Situated on 700 acres in northeast Portland, Portland International Airport has two main runways, each in a northwest-southeast alignment. One is north of the terminal, along the Columbia River, and the other is south of the terminal. The 11,000-foot south runway, surfaced in concrete and more than 1,000 feet longer than the asphalt-surfaced north runway, is the one the Port of Portland aims to keep open after a huge quake.

“Both runways are close to the river and susceptible to earthquake-induced liquefaction,” Stuedlein said. “There’s 100 feet of liquefiable soil beneath the runways, and liquefaction is not as well understood at depths like that.”

With financial support from the Cascadia Lifelines Project and National Science Foundation as well as the Port of Portland, onsite work began in March 2018. Blasting, which followed the drilling of boreholes and the installation of instruments, occurred on three consecutive days in October 2018.

“We just took the energy to the soil and created seismic energy similar to an earthquake,” Stuedlein said. “Before our work, no one had observed what we had observed the way we observed it. And we showed that trends of liquefaction that had only been observed in the lab held true in the field – so we demonstrated that our experimental technique is valid for getting information that’s highly useful in understanding quake risk.”

The reason no one had tried the technique before, he said, is because explosions cause what are referred to as P waves, thought to be unrepresentative of earthquakes, which are dominated by S waves. In a quake, P waves, also known as compressional waves, travel much faster than the S waves that follow, and each type of wave causes the ground to oscillate in a different direction.

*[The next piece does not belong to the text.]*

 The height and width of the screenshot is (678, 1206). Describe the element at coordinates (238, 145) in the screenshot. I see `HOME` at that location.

“We showed that the P waves the explosions generated didn’t matter at all and that the secondary waves we generated were a lot closer to quake motion than had been previously thought,” Stuedlein said. “This is as good an analogue for quakes as possible.”

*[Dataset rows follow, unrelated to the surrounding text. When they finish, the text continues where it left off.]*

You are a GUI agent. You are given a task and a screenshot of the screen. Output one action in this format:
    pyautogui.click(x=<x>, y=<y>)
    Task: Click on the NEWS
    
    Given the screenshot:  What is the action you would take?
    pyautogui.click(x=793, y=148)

There are a couple of methods for ground improvement, Stuedlein said. One is called vibro-compaction, which densifies the soil, and the other is deep soil mixing, which involves injecting water and a cement slurry into the ground through heavy equipment resembling a giant drill. The Port of Portland is planning to employ deep soil mixing.

“You essentially solidify the ground by turning sand into sandstone to raise the strength of the material,” he said.

Wharton, the Port of Portland project engineer, says the port has completed 30% of the design work needed for the ground improvement. When the design is complete, or close to it, the port will pursue federal funding, and it hopes to begin deep soil mixing – on a 6,000-foot stretch at the east end of the south runway – within 10 years.

“It’s about $10 million for every foot of depth,” he said. “Without Armin’s work to help us understand the soils, we’d have to do 100 feet deep instead of 50. The National Institute of Building Sciences did a return of investment study on the economic value of a resilient runway versus a non-resilient runway and found that there was a 50 to 1 return on mitigation.”

Stuedlein’s team has published a series of papers on the airport work, including one this month in the Journal of Geotechnical and Geoenvironmental Engineering.

“We’ve shown that blasting experiments can be used to determine fundamental dynamic properties of any kind of soil and are particularly well-suited for soils that are not easily sampled,” he said. “And they can be conducted at any depth, opening up a new avenue for learning vital dynamic characteristics of geological materials.”